"It must be after the time we set, isn't it, Thad?" Bob finally asked, in a low voice, when they rested again.
The scoutmaster could not look at his little cheap but reliable watch without striking a match; and there was really no necessity for doing that. It made very little difference whether they were ahead, or somewhat behind the hour arranged for their meeting with Polly. And besides, there were other ways of telling time pretty accurately, without even having a watch along.
Thad glanced up into the heavens. He had often studied the bright worlds and suns to be seen there, and knew considerable about the positions they occupied, changing, it might be, with the coming and going of the seasons.
"It's just close on to midnight, Bob," he observed, presently.
Of course Bob was at once interested.
"You're saying that because of the stars, Thad," he remarked. "Please tell me how you managed to tell."
"It's like this," the scoutmaster replied, not averse to pointing a lesson that might be seed sown in fertile ground; "notice those three rather small stars in the northeast, all in a line and pointing downward? Well, those are what they call the belt of Orion, the Hunter. They point nearly direct down to a mighty bright blue star that you see there, twinkling like everything."
"Yes, I've often noticed that, and I reckon it must be a planet near as big as Venus or Jupiter," remarked the other boy.
Thad laughed.
"Well," he remarked, "I guess now you'd think me crazy if I told you just how far that same star is away from us right now, ever so many times further than either of the planets you speak of. Why, Bob, that's Sirius, the Dog Star, said to be the biggest sun known to astronomers. Our little sun wouldn't make a spot beside that terrible monster; which may be the central sun, around which all the other tens of thousands revolve everlastingly."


ASSIGNED TASK> Using the material that follows, identify and copy each line with the string "arrowhead".

DATA PROVIDED>
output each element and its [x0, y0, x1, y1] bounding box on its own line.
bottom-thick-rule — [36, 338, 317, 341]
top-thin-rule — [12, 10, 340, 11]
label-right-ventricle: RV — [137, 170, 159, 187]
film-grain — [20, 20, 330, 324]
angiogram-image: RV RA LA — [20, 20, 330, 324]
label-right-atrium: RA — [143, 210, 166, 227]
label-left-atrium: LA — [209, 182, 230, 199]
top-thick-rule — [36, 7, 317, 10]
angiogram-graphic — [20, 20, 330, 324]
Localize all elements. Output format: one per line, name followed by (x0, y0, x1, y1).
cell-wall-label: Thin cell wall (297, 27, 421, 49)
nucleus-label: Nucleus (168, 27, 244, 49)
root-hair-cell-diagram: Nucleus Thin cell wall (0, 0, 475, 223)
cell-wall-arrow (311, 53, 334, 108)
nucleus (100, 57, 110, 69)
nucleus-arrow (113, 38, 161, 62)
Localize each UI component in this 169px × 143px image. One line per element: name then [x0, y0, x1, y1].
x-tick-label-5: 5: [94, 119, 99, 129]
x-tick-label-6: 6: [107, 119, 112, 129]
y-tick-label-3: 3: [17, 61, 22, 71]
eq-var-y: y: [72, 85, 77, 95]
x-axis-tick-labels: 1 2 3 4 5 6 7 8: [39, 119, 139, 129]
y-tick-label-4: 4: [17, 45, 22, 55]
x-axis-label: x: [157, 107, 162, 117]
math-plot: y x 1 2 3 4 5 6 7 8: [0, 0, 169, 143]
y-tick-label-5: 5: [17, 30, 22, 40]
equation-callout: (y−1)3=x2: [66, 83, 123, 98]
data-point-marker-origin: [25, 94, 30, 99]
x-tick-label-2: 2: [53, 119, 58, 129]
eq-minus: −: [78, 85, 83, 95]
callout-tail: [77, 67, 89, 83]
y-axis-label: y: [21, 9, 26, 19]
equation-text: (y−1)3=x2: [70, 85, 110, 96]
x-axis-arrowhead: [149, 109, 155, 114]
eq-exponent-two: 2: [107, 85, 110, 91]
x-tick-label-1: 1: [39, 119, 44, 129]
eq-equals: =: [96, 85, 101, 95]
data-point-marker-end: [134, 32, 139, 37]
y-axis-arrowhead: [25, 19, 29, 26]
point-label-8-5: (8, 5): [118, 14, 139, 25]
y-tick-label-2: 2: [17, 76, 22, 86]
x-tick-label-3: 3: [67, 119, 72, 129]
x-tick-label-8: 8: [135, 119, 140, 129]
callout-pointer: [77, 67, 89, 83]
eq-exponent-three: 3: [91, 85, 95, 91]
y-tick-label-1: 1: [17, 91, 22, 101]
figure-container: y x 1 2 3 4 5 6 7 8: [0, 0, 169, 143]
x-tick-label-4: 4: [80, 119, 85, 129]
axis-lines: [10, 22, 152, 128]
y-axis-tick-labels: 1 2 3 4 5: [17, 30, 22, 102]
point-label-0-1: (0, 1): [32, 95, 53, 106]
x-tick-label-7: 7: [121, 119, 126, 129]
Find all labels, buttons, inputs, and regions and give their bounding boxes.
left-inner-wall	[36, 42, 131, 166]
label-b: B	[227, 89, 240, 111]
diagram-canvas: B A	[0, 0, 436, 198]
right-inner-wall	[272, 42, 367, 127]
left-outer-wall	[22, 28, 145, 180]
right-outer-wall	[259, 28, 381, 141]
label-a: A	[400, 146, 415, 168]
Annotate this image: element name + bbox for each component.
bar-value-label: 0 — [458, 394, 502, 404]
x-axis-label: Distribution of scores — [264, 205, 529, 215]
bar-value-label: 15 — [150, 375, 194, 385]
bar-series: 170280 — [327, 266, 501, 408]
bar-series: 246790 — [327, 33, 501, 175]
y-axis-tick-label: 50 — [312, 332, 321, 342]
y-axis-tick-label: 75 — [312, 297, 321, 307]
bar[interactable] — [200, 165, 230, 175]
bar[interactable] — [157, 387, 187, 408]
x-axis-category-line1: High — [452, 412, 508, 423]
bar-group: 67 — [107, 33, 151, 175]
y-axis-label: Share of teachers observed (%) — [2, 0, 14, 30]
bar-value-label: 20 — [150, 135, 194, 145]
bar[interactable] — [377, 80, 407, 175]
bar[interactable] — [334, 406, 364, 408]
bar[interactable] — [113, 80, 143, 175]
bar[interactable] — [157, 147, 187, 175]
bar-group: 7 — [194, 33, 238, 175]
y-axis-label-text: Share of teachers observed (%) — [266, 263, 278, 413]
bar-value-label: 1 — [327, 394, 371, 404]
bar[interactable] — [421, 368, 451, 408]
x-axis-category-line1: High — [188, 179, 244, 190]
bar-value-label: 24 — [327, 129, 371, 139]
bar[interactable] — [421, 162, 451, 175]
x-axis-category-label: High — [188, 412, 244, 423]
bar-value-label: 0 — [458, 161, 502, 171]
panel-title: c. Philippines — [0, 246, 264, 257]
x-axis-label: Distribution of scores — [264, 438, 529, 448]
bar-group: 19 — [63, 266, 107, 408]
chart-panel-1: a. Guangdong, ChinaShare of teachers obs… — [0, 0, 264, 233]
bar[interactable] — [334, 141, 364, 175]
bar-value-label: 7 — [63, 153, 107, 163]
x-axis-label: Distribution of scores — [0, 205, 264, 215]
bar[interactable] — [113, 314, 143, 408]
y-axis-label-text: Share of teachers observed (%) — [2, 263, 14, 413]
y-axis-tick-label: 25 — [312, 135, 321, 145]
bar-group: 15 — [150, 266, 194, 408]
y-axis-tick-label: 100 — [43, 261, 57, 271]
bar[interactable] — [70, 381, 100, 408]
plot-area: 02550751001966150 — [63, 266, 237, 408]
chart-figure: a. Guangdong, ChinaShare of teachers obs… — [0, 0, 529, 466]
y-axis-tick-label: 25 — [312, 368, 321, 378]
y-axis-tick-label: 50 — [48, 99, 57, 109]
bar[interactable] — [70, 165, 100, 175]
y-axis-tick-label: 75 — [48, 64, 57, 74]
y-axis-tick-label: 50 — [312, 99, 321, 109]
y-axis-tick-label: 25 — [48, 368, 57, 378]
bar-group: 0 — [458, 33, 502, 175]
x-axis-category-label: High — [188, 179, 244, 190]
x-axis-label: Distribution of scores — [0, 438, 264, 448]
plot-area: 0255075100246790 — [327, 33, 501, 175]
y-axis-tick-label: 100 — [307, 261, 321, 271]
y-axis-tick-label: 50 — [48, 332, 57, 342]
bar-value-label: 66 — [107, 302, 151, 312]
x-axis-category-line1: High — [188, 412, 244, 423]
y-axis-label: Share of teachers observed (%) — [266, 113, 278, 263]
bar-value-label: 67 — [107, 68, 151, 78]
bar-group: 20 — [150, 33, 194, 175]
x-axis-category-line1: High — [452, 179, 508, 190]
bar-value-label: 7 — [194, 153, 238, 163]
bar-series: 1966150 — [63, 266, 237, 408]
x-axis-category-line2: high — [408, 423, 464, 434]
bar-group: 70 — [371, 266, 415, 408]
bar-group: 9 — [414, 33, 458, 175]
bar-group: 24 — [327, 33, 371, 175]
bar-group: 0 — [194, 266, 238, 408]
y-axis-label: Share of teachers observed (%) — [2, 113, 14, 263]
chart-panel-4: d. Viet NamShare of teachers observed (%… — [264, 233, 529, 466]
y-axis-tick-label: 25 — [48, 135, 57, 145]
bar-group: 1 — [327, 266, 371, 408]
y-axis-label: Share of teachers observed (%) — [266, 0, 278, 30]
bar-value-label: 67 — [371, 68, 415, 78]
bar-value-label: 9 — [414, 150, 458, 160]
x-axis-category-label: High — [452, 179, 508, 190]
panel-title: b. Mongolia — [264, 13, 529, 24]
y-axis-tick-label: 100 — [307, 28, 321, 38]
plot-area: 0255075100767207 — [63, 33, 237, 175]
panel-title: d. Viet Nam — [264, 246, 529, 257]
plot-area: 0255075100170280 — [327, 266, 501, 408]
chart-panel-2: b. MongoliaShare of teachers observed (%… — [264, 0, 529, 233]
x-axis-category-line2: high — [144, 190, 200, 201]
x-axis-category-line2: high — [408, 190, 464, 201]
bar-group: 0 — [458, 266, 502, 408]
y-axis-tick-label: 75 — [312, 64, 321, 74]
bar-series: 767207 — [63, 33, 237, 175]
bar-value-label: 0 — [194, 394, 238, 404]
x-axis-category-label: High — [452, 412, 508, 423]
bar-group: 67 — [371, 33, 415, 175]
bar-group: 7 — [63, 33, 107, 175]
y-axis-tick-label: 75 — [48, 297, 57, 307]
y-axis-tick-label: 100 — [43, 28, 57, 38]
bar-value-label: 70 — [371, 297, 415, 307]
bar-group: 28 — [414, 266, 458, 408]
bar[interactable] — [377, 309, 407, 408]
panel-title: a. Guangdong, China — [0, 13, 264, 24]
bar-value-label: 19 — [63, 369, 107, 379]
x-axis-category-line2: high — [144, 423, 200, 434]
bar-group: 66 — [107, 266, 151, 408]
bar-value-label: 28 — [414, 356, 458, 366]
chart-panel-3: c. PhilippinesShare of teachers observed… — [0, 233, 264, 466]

ANSWER FOR THE TASK>
x-axis-arrowhead: [149, 109, 155, 114]
y-axis-arrowhead: [25, 19, 29, 26]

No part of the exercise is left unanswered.